What are the things about Dundas that we really want to remember?
Understanding our history will make our community memorable in ways that matter
The first house my partner and I bought was at the corner of Hatt Street and Peel Street, a small white cottage with pine plank floors and a glorious sprawling perennial garden.
In the years between then and now I have come to have great affection for this community called Dundas. I love the winding hiking trails, the majestic escarpment, the regular rumble and swish of the trains. I love the warmth of the greetings at India Village and the library and Picone’s. I love the studio tours, the chance to see each year what beauty can be made by the people of this place.
And yet Dundas is more than these things, and at this present moment people all over southern Ontario are learning about aspects of the history of our communities that are much less pretty than many of us knew.
In the book “A North-Side View of Slavery,” Benjamin Drew gathered the stories of fugitive slaves in Can- ada, “narrated by themselves.” Sophia Pooley was one of the contributors. She was over 90 years old at the time of the telling, and she begins by letting us know that she was stolen from her parents and brought to Canada at the age of seven. She tells a difficult and fascinating story that includes this line: “At 12 years old, I was sold by Brant to an Englishman in Ancaster, for one hundred dollars — his name was Samuel Hatt.”
So the street sign that marks the site of my first home in Dundas is also a tribute to a man who bought a 12-year-old girl.
Samuel Hatt was not exceptional, and many of the landmarks in southern Ontario pay homage to people who owned slaves. The question many of us are asking is: as we come to know a fuller story about these landmarks, how should we respond?
Councillor Arlene VanderBeek has considered this question, and answered with the slogan that pushed back against amalgamation — “Dundas forever!”
When VanderBeek rallies us in this way we have to ask, which Dundas does she mean? What is she trying to make lasting, what does she want to preserve, about this place?
I expect that the Dundas VanderBeek has in mind is the Dundas I describe in the first lines of this article.
But her claim that this community is welcoming and inclusive is profoundly undermined when she refuses to take seriously the present-day significance of these landmarks.
Our Dundas neighbours have explained how the names of these landmarks harm them. In her inattention to this harm, VanderBeek makes this harm lasting, preserves it and allows it to continue.
In the same way that I’m grateful to the volunteers who maintain the hiking trails and organize the studio tours I appreciate the people who are making a fuller history of Dundas visible. All of these people are giving their time and attention to important things we all share.
Their efforts help us understand that we have choices about the things we want to be “forever” here.
It is not a problem that I think of Hatt Street fondly as the site of our first home, as the place where wild roses spilled across the picket fence.
It is a problem if I refuse to know Hatt Street in any other way, or from any other standpoint.
If we want to be (or believe we are) a community that would welcome Sophia Pooley we can take inspiration from other proud communities that have acknowledged and grappled with legacies of racism. The National Film Board documentary “Speakers for the Dead” explores what happens in Priceville after a farmer buries the tombstones of a Black cemetery, and Black and white descendants of the original settlers come together to restore it. A CBC interview with Cindy Blackstock, executive director of the First Nations Child and Family Caring Society of Canada, describes the process of creating a new plaque on Duncan Campbell Scott’s grave, one that described his role in creating Canada’s residential school system alongside his contributions as a poet and public servant. I’m sure Spec readers know of more examples.
Whatever we believe about the specific question of renaming Hatt Street, or Dundas, this moment offers us an opportunity. Choosing a fuller understanding of the landmarks around us and the values they carry, and taking greater care in how we respond to the debate about them now, will make us better neighbours — will make us the kind of community we’d want to be forever.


▶ **ACTION ITEM**:
The word "smoked" marks the lines you need; copy each of them from the data.

▶ **EXERCISE MATERIALS**:
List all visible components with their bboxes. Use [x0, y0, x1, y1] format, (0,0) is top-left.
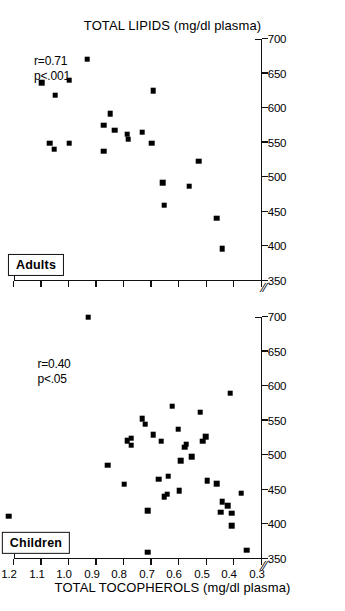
y-tick — [40, 559, 41, 565]
data-point — [186, 184, 191, 189]
y-tick — [123, 559, 124, 565]
x-tick-label: 400 — [268, 518, 287, 530]
data-point — [200, 439, 205, 444]
stats-r-adults: r=0.71 — [34, 54, 70, 69]
data-point — [178, 458, 183, 463]
data-point — [145, 508, 150, 513]
x-tick-label: 400 — [268, 240, 287, 252]
data-point — [214, 215, 219, 220]
y-tick — [233, 281, 234, 287]
y-tick — [261, 281, 262, 287]
data-point — [225, 503, 230, 508]
y-tick — [206, 281, 207, 287]
data-point — [53, 92, 58, 97]
data-point — [228, 390, 233, 395]
data-point — [128, 442, 133, 447]
data-point — [164, 491, 169, 496]
y-tick — [123, 281, 124, 287]
data-point — [122, 482, 127, 487]
data-point — [196, 159, 201, 164]
stats-r-children: r=0.40 — [37, 358, 70, 373]
data-point — [229, 523, 234, 528]
x-tick-label: 500 — [268, 171, 287, 183]
x-tick-label: 550 — [268, 137, 287, 149]
data-point — [177, 488, 182, 493]
x-tick-label: 650 — [268, 68, 287, 80]
data-point — [197, 410, 202, 415]
scatter-figure: ⁄⁄ 0.30.40.50.60.70.80.91.01.11.23504004… — [0, 0, 345, 611]
stats-adults: r=0.71 p<.001 — [34, 54, 70, 84]
data-point — [175, 426, 180, 431]
x-tick-label: 600 — [268, 102, 287, 114]
data-point — [86, 314, 91, 319]
y-tick — [40, 281, 41, 287]
panel-children: ⁄⁄ 0.30.40.50.60.70.80.91.01.11.23504004… — [14, 317, 262, 559]
y-tick — [68, 559, 69, 565]
y-tick — [150, 559, 151, 565]
data-point — [128, 435, 133, 440]
data-point — [66, 141, 71, 146]
axis-break-adults: ⁄⁄ — [262, 281, 266, 294]
y-axis-line-adults — [14, 280, 262, 281]
data-point — [189, 454, 194, 459]
x-tick-label: 650 — [268, 346, 287, 358]
data-point — [51, 146, 56, 151]
x-tick-label: 600 — [268, 380, 287, 392]
x-tick-label: 350 — [268, 553, 287, 565]
y-tick — [178, 281, 179, 287]
data-point — [126, 137, 131, 142]
y-axis-title: TOTAL TOCOPHEROLS (mg/dl plasma) — [54, 580, 290, 595]
data-point — [166, 473, 171, 478]
data-point — [150, 88, 155, 93]
y-tick — [68, 281, 69, 287]
data-point — [160, 180, 165, 185]
data-point — [214, 481, 219, 486]
panel-title-adults: Adults — [8, 254, 64, 276]
data-point — [156, 477, 161, 482]
panel-title-children: Children — [2, 532, 70, 554]
data-point — [161, 202, 166, 207]
x-axis-cap-adults — [255, 39, 262, 40]
data-point — [108, 111, 113, 116]
data-point — [149, 141, 154, 146]
y-tick — [13, 281, 14, 287]
x-tick-label: 450 — [268, 206, 287, 218]
y-tick — [233, 559, 234, 565]
data-point — [204, 478, 209, 483]
data-point — [112, 128, 117, 133]
y-tick — [178, 559, 179, 565]
y-tick-label: 1.1 — [29, 569, 44, 581]
x-tick-label: 350 — [268, 275, 287, 287]
data-point — [170, 404, 175, 409]
data-point — [139, 130, 144, 135]
data-point — [101, 123, 106, 128]
data-point — [105, 462, 110, 467]
data-point — [229, 511, 234, 516]
x-axis-cap-children — [255, 317, 262, 318]
y-axis-line-children — [14, 558, 262, 559]
y-tick — [13, 559, 14, 565]
data-point — [244, 547, 249, 552]
y-tick — [95, 559, 96, 565]
y-tick — [95, 281, 96, 287]
data-point — [150, 432, 155, 437]
panel-adults: ⁄⁄ 350400450500550600650700 Adults r=0.7… — [14, 39, 262, 281]
x-tick-label: 700 — [268, 311, 287, 323]
y-tick — [206, 559, 207, 565]
data-point — [142, 421, 147, 426]
data-point — [101, 148, 106, 153]
x-tick-label: 550 — [268, 415, 287, 427]
y-tick — [261, 559, 262, 565]
data-point — [203, 434, 208, 439]
x-tick-label: 500 — [268, 449, 287, 461]
figure-rotator: ⁄⁄ 0.30.40.50.60.70.80.91.01.11.23504004… — [0, 0, 345, 611]
x-axis-title: TOTAL LIPIDS (mg/dl plasma) — [83, 18, 260, 33]
data-point — [184, 442, 189, 447]
stats-p-adults: p<.001 — [34, 69, 70, 84]
stats-children: r=0.40 p<.05 — [37, 358, 70, 388]
plot-area-children: ⁄⁄ 0.30.40.50.60.70.80.91.01.11.23504004… — [14, 317, 262, 559]
data-point — [219, 246, 224, 251]
y-tick — [150, 281, 151, 287]
data-point — [84, 56, 89, 61]
data-point — [6, 513, 11, 518]
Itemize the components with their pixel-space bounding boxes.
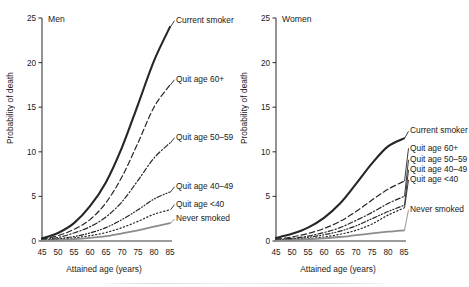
series-label: Quit age 50–59 bbox=[410, 154, 468, 164]
x-tick-label: 65 bbox=[335, 248, 345, 257]
y-tick-label: 0 bbox=[265, 237, 270, 246]
panel-title-women: Women bbox=[282, 14, 311, 24]
series-label: Quit age 60+ bbox=[176, 74, 224, 84]
series-line bbox=[42, 27, 170, 238]
y-tick-label: 5 bbox=[31, 192, 36, 201]
series-label: Current smoker bbox=[176, 15, 234, 25]
series-label-leader bbox=[171, 205, 175, 210]
y-axis-label: Probability of death bbox=[240, 72, 249, 144]
series-label: Current smoker bbox=[410, 125, 468, 135]
panel-men: Probability of death Men Attained age (y… bbox=[0, 0, 234, 287]
series-label: Quit age 60+ bbox=[410, 143, 458, 153]
series-line bbox=[42, 143, 170, 240]
y-tick-label: 15 bbox=[261, 103, 271, 112]
panel-title-men: Men bbox=[48, 14, 65, 24]
y-tick-label: 0 bbox=[31, 237, 36, 246]
series-line bbox=[276, 181, 404, 239]
series-label: Quit age <40 bbox=[176, 199, 225, 209]
x-tick-label: 80 bbox=[149, 248, 159, 257]
series-label-leader bbox=[171, 219, 175, 223]
plot-area-men: 0510152025455055606570758085Current smok… bbox=[0, 0, 234, 287]
figure-two-panel-line-chart: Probability of death Men Attained age (y… bbox=[0, 0, 469, 287]
x-axis-label: Attained age (years) bbox=[268, 264, 408, 274]
x-tick-label: 70 bbox=[351, 248, 361, 257]
series-line bbox=[276, 138, 404, 237]
scan-artifact-line bbox=[96, 283, 396, 284]
y-tick-label: 20 bbox=[261, 59, 271, 68]
x-tick-label: 50 bbox=[53, 248, 63, 257]
series-label: Never smoked bbox=[176, 213, 230, 223]
axis-lines bbox=[42, 18, 172, 241]
series-label: Quit age 40–49 bbox=[176, 181, 234, 191]
y-tick-label: 5 bbox=[265, 192, 270, 201]
x-tick-label: 55 bbox=[69, 248, 79, 257]
x-tick-label: 85 bbox=[165, 248, 175, 257]
x-tick-label: 75 bbox=[133, 248, 143, 257]
series-line bbox=[276, 205, 404, 240]
series-label: Quit age 40–49 bbox=[410, 164, 468, 174]
series-label-leader bbox=[405, 131, 409, 138]
x-tick-label: 80 bbox=[383, 248, 393, 257]
panel-women: Probability of death Women Attained age … bbox=[234, 0, 468, 287]
series-label: Never smoked bbox=[410, 204, 464, 214]
x-tick-label: 75 bbox=[367, 248, 377, 257]
y-axis-label: Probability of death bbox=[6, 72, 15, 144]
y-tick-label: 10 bbox=[27, 148, 37, 157]
y-tick-label: 15 bbox=[27, 103, 37, 112]
x-tick-label: 55 bbox=[303, 248, 313, 257]
y-tick-label: 20 bbox=[27, 59, 37, 68]
x-tick-label: 60 bbox=[319, 248, 329, 257]
series-label-leader bbox=[171, 187, 175, 192]
x-tick-label: 70 bbox=[117, 248, 127, 257]
series-label-leader bbox=[405, 210, 409, 230]
axis-lines bbox=[276, 18, 406, 241]
x-tick-label: 60 bbox=[85, 248, 95, 257]
x-tick-label: 85 bbox=[399, 248, 409, 257]
y-tick-label: 25 bbox=[261, 14, 271, 23]
series-label-leader bbox=[171, 21, 175, 27]
y-tick-label: 25 bbox=[27, 14, 37, 23]
y-tick-label: 10 bbox=[261, 148, 271, 157]
x-tick-label: 45 bbox=[37, 248, 47, 257]
plot-area-women: 0510152025455055606570758085Current smok… bbox=[234, 0, 468, 287]
series-label: Quit age <40 bbox=[410, 174, 459, 184]
series-label-leader bbox=[171, 80, 175, 85]
x-tick-label: 50 bbox=[287, 248, 297, 257]
series-label-leader bbox=[171, 138, 175, 143]
x-axis-label: Attained age (years) bbox=[34, 264, 174, 274]
series-label: Quit age 50–59 bbox=[176, 132, 234, 142]
x-tick-label: 45 bbox=[271, 248, 281, 257]
x-tick-label: 65 bbox=[101, 248, 111, 257]
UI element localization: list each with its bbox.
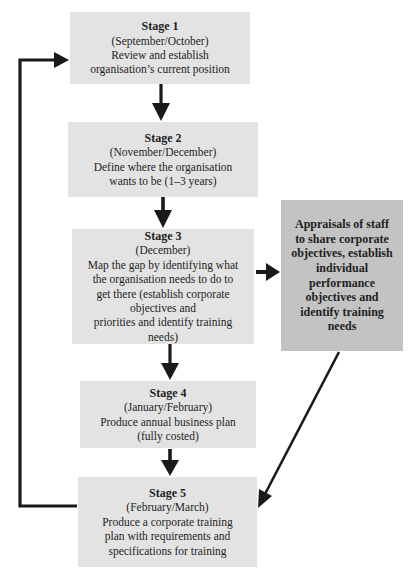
stage-1-title: Stage 1: [142, 19, 179, 33]
appraisal-line: needs: [328, 319, 357, 334]
arrow-stage3-to-appraisal: [256, 263, 280, 281]
stage-4-period: (January/February): [124, 400, 212, 414]
stage-3-desc-line: the organisation needs to do to: [93, 272, 234, 286]
appraisal-line: objectives, establish: [291, 246, 392, 261]
arrow-stage1-to-stage2: [152, 84, 170, 121]
stage-4-box: Stage 4 (January/February) Produce annua…: [80, 381, 256, 448]
appraisal-line: identify training: [300, 305, 384, 320]
appraisal-box: Appraisals of staff to share corporate o…: [281, 200, 403, 351]
stage-5-title: Stage 5: [149, 486, 186, 500]
stage-5-period: (February/March): [126, 500, 208, 514]
stage-3-period: (December): [136, 243, 191, 257]
stage-1-period: (September/October): [111, 34, 208, 48]
stage-2-title: Stage 2: [145, 131, 182, 145]
stage-3-desc-line: get there (establish corporate: [96, 287, 229, 301]
arrow-stage2-to-stage3: [154, 197, 172, 228]
appraisal-line: performance: [309, 276, 375, 291]
stage-3-title: Stage 3: [145, 229, 182, 243]
stage-5-desc-line: Produce a corporate training: [102, 515, 233, 529]
stage-2-desc-line: Define where the organisation: [94, 160, 233, 174]
stage-5-desc-line: plan with requirements and: [105, 529, 231, 543]
stage-3-desc-line: priorities and identify training: [94, 315, 232, 329]
stage-2-box: Stage 2 (November/December) Define where…: [68, 122, 258, 197]
stage-1-desc-line: organisation’s current position: [90, 62, 230, 76]
appraisal-line: individual: [316, 261, 368, 276]
stage-3-box: Stage 3 (December) Map the gap by identi…: [72, 229, 254, 344]
stage-5-box: Stage 5 (February/March) Produce a corpo…: [78, 477, 257, 567]
arrow-stage3-to-stage4: [161, 344, 179, 380]
arrow-loop-stage5-to-stage1: [20, 52, 77, 506]
stage-3-desc-line: Map the gap by identifying what: [88, 258, 238, 272]
stage-5-desc-line: specifications for training: [108, 544, 226, 558]
arrow-appraisal-to-stage5: [258, 352, 339, 508]
stage-3-desc-line: objectives and: [130, 301, 196, 315]
appraisal-line: to share corporate: [295, 232, 389, 247]
stage-4-desc-line: (fully costed): [137, 429, 199, 443]
appraisal-line: objectives and: [306, 290, 379, 305]
stage-3-desc-line: needs): [148, 330, 178, 344]
stage-4-title: Stage 4: [150, 386, 187, 400]
stage-4-desc-line: Produce annual business plan: [100, 415, 236, 429]
arrow-stage4-to-stage5: [161, 449, 179, 476]
stage-1-desc-line: Review and establish: [111, 48, 209, 62]
stage-2-period: (November/December): [110, 145, 217, 159]
appraisal-line: Appraisals of staff: [295, 217, 389, 232]
stage-1-box: Stage 1 (September/October) Review and e…: [70, 12, 250, 84]
stage-2-desc-line: wants to be (1–3 years): [109, 174, 216, 188]
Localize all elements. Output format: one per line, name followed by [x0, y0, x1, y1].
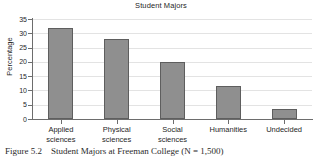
y-axis-tick [28, 76, 32, 77]
x-axis-tick [173, 120, 174, 124]
x-axis-category-label-line: Humanities [200, 125, 256, 135]
y-axis-tick [28, 62, 32, 63]
x-axis-category-label-line: sciences [145, 135, 201, 145]
x-axis-tick [284, 120, 285, 124]
x-axis-category-label-line: sciences [89, 135, 145, 145]
plot-area [33, 19, 312, 119]
y-axis-tick-label: 0 [1, 116, 27, 123]
figure-caption-text: Student Majors at Freeman College (N = 1… [51, 146, 224, 156]
x-axis-category-label: Physicalsciences [89, 125, 145, 144]
x-axis-category-label-line: Applied [33, 125, 89, 135]
x-axis-category-label: Humanities [200, 125, 256, 135]
y-axis-tick [28, 119, 32, 120]
y-axis-tick [28, 48, 32, 49]
y-axis-tick [28, 33, 32, 34]
x-axis-category-label-line: Undecided [256, 125, 312, 135]
y-axis-tick-label: 35 [1, 16, 27, 23]
x-axis-category-label-line: Physical [89, 125, 145, 135]
bar[interactable] [104, 39, 129, 119]
x-axis-category-label-line: sciences [33, 135, 89, 145]
gridline [33, 48, 312, 49]
x-axis-category-label: Appliedsciences [33, 125, 89, 144]
y-axis-tick [28, 105, 32, 106]
y-axis-tick-label: 5 [1, 101, 27, 108]
x-axis-category-label: Undecided [256, 125, 312, 135]
bar[interactable] [48, 28, 73, 119]
x-axis-tick [61, 120, 62, 124]
x-axis-tick [228, 120, 229, 124]
bar[interactable] [272, 109, 297, 119]
figure-number: Figure 5.2 [5, 146, 42, 156]
y-axis-title: Percentage [5, 26, 14, 88]
x-axis-category-label-line: Social [145, 125, 201, 135]
bar[interactable] [216, 86, 241, 119]
gridline [33, 19, 312, 20]
figure-container: Student Majors 05101520253035 Percentage… [0, 0, 322, 157]
x-axis-tick [117, 120, 118, 124]
gridline [33, 33, 312, 34]
y-axis-tick-label: 10 [1, 87, 27, 94]
y-axis-tick [28, 90, 32, 91]
bar[interactable] [160, 62, 185, 119]
chart-title: Student Majors [0, 1, 322, 10]
y-axis-tick [28, 19, 32, 20]
x-axis-category-label: Socialsciences [145, 125, 201, 144]
figure-caption: Figure 5.2 Student Majors at Freeman Col… [5, 146, 317, 157]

▶ **RESULT BELOW**:
series-label: Never smoked bbox=[176, 213, 230, 223]
series-label: Never smoked bbox=[410, 204, 464, 214]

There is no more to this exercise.